Pop Quiz: You have 765,618 lightmaps for a scene and very few of them havepower of 2 dimensions, what do you do? If your answer was to rescale themand call CreateTexture 765,618 times please slap yourself.If your answer had anything to do with glTexImage2D, you might want to leave now.What you really want to do is smush them all into a couple larger textures,and this text will show you one way of doing it.
What we'll do is recursively divide the larger texture into empty and filled regions. We start off with an empty texture and afterinserting one lightmap we get this:
Here we've split the texture in half by line A then split the upperhalf by B and inserted the first lightmap to the left of B. When we go toinsert the next one, we'll first check if it can fit above Aand if it can we check to see if it can fit left of B, nope full, thenright of B. If it fits there we split B exactly how we split theoriginal texture, otherwise we insert and split below A. After insertinga second lightmap the texture becomes:
Pretty basic. The implementation of the tree is straightforward.Here it is in a C++ pseudocode hybrid:
struct Node{ Node* child[2] Rectangle rc int imageID} Node* Node::Insert(const Image& img) if we're not a leaf then (try inserting into first child) newNode = child[0]->Insert( img ) if newNode != NULL return newNode (no room, insert into second) return child[1]->Insert( img ) else (if there's already a lightmap here, return) if imageID != NULL return NULL (if we're too small, return) if img doesn't fit in pnode->rect return NULL (if we're just right, accept) if img fits perfectly in pnode->rect return pnode (otherwise, gotta split this node and create some kids) pnode->child[0] = new Node pnode->child[1] = new Node (decide which way to split) dw = rc.width - img.width dh = rc.height - img.height if dw > dh then child[0]->rect = Rectangle(rc.left, rc.top, rc.left+width-1, rc.bottom) child[1]->rect = Rectangle(rc.left+width, rc.top, rc.right, rc.bottom) else child[0]->rect = Rectangle(rc.left, rc.top, rc.right, rc.top+height-1) child[1]->rect = Rectangle(rc.left, rc.top+height, rc.right, rc.bottom) (insert into first child we created) return Insert( img, pnode->child[0] ) |
The insert function traverses the tree looking for a place to insertthe lightmap. It returns the pointer of the node the lightmap can go intoor null to say it can't fit. Note that you really don't have to store the rectangle for each node, reallyall you need is a split direction and coordinate like in a kd-tree,but it's more convenient with them.
The code that calls Insert can then usethe rectangle from the returned node to figure out where to place thelightmap in the texture and then update the node's imageID to useas a handle for future use.
int32 TextureCache::Insert(const Image& img) pnode = m_root->Insert(img) if pnode != NULL copy pixels over from img into pnode->rc part of texture pnode->imageID = new handle else return INVALID_HANDLE |
Once the lightmap is in the larger texture, you'll want to go throughany meshes that use it and adjust their texture coordinates based on the lightmap's rectangle in the larger texture.
And now your moment of zen:
Pretty eh? These are some lightmaps from the Near Death Experiencetech demo. I've padded each lightmap with white so you can see the separations.Other examples without padding.
Keep in mind that you can apply this same technique not just to lightmaps,but to packing any textures you want into larger ones. For example,the algorithm works like a charm for building font textures.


■ **WHAT YOU NEED TO DO**: Check each line of the records below for the word "output" and copy those where it appears.

■ **SUPPLIED MATERIAL**:
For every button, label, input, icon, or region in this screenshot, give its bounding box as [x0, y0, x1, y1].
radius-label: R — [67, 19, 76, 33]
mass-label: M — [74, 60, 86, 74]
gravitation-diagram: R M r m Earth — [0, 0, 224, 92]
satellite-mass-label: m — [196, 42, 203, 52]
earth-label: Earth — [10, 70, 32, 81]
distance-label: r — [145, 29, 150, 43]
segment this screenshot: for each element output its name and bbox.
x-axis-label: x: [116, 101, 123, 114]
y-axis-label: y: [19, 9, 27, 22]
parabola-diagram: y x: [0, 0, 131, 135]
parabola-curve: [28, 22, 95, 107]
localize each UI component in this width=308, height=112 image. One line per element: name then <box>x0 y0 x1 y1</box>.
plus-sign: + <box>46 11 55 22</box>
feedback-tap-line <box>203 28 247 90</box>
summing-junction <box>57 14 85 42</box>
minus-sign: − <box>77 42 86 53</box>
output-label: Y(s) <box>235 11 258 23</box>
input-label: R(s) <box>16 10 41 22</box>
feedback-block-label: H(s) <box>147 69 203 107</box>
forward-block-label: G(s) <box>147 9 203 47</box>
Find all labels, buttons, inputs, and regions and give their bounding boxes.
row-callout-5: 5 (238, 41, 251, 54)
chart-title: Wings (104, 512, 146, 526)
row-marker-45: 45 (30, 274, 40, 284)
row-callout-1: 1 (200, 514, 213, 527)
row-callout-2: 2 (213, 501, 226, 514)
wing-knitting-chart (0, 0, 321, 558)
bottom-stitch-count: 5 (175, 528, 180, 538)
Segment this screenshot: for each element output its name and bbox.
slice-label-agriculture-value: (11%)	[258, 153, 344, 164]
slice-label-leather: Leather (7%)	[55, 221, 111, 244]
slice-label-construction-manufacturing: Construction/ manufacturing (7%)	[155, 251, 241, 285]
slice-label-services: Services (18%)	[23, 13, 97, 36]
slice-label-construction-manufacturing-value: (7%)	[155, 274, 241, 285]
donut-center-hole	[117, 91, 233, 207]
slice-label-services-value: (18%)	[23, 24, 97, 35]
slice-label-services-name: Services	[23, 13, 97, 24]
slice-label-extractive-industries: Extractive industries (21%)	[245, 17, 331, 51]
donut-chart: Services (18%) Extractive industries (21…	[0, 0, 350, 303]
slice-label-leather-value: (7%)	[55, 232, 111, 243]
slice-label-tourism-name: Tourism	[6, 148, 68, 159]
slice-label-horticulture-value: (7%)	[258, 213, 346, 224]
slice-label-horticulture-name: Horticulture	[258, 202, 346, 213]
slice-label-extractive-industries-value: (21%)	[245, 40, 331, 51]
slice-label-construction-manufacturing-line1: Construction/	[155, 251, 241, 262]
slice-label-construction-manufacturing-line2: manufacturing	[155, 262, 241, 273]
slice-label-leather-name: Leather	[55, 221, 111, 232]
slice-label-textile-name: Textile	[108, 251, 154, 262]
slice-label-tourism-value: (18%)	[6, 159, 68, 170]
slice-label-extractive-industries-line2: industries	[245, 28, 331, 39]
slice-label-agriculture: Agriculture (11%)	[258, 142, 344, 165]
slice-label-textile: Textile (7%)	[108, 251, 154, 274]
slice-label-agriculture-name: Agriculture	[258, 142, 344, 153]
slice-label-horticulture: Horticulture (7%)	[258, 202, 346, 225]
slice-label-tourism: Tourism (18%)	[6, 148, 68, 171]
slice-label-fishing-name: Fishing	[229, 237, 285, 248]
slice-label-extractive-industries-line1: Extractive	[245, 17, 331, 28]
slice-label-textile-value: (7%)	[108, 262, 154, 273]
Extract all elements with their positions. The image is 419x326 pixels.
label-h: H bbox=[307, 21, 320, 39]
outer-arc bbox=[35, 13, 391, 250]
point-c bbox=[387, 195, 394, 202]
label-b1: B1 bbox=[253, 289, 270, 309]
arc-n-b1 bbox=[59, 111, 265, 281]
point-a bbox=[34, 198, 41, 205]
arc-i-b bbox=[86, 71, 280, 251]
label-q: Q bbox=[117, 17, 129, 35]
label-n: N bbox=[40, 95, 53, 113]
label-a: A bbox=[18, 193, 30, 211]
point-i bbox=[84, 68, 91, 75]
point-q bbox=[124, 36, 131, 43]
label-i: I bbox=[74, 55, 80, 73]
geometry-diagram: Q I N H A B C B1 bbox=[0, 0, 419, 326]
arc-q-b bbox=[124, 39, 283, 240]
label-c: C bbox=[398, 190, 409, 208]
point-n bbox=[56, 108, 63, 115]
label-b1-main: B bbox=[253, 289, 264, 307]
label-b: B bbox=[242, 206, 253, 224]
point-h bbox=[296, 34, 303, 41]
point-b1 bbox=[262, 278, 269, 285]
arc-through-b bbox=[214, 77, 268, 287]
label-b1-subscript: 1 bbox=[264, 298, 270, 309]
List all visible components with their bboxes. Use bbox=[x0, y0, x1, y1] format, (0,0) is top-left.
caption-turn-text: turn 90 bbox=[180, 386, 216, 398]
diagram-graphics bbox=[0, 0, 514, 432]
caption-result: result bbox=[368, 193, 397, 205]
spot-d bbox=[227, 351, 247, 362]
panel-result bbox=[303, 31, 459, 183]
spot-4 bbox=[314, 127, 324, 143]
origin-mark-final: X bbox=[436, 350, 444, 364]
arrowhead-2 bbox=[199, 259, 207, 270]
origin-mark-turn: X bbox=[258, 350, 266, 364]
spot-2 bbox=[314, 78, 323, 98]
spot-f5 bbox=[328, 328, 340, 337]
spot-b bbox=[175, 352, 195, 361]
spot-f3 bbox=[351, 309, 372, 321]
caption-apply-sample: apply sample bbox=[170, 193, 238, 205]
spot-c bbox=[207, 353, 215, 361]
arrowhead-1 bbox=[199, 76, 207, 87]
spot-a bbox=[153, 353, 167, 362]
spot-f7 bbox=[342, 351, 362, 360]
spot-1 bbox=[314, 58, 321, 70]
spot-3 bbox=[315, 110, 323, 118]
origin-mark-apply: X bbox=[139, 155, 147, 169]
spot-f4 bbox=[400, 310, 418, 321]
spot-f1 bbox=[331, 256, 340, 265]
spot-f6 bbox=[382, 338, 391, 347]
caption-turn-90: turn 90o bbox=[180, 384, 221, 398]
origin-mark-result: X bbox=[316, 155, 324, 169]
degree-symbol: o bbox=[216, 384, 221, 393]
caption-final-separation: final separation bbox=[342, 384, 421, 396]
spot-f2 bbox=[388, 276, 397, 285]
---
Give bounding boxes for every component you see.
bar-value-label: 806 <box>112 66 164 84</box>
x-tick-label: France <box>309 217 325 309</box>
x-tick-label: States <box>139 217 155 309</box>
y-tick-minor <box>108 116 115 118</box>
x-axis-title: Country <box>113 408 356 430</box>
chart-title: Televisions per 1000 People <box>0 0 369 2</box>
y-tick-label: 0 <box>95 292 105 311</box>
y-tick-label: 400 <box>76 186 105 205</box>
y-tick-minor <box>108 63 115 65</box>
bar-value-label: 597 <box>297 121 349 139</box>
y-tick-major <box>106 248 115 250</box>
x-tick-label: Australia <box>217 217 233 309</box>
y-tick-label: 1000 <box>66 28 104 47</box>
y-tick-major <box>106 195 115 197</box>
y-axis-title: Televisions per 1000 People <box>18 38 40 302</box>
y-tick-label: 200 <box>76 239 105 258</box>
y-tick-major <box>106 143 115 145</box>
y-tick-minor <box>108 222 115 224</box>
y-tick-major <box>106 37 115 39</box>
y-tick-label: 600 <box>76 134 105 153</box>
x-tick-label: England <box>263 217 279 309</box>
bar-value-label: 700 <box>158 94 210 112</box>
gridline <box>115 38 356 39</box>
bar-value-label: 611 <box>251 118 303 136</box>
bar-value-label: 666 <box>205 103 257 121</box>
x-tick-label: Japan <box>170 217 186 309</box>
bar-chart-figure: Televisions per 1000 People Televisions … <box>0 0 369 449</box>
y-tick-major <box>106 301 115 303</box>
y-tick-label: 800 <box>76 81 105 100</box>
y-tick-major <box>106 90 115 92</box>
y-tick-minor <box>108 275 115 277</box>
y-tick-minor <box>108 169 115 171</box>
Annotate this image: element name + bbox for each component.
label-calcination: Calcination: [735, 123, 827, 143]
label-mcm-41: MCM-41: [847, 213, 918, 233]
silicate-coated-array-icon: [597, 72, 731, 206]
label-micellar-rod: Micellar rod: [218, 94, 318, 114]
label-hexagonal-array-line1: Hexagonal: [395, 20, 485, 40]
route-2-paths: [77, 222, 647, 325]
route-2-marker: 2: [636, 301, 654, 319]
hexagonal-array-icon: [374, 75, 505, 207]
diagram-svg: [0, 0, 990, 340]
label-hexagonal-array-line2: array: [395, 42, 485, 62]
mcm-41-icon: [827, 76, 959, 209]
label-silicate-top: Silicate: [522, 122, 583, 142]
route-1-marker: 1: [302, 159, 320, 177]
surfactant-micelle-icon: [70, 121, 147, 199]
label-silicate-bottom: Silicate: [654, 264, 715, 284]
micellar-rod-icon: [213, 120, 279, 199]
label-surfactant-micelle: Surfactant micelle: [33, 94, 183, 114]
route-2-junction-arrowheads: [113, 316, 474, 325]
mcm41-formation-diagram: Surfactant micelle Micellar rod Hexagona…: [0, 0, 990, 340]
==
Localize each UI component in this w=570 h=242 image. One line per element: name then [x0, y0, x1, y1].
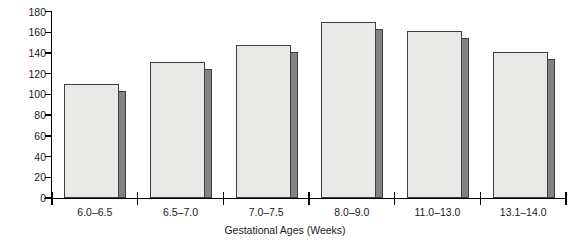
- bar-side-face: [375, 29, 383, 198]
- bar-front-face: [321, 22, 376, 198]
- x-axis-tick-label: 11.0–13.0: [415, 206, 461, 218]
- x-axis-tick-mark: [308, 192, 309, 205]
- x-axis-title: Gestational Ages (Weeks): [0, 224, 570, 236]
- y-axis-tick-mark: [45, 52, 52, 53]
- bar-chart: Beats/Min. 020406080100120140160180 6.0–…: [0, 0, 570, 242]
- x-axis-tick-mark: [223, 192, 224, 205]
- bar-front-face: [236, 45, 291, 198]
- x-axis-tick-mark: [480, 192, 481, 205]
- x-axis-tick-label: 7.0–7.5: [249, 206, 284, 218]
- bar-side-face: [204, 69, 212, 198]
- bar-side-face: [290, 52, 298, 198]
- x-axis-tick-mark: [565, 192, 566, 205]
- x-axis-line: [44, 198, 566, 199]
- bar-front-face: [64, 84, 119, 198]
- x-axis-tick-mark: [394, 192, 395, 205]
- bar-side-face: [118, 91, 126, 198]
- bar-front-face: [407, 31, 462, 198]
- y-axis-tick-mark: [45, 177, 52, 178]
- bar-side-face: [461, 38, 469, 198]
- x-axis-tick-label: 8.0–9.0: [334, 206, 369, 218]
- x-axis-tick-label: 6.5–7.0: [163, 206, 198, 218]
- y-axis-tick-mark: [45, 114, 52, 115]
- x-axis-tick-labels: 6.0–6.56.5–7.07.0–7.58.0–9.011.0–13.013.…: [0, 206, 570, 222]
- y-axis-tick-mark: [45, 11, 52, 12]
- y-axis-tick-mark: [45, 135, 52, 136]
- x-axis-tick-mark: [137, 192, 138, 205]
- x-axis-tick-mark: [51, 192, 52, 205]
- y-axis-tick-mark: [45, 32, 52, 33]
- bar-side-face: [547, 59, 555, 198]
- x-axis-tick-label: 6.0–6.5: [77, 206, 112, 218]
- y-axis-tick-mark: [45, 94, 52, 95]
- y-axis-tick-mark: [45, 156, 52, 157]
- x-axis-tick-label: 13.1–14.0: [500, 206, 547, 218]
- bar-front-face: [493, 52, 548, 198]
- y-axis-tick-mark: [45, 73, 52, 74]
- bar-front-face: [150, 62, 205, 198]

■ **RESPONSE BELOW**:
segment this screenshot: for each element output its name and bbox.
output-label: Y(s) <box>235 11 258 23</box>
Segment this screenshot: for each element output its name and bbox.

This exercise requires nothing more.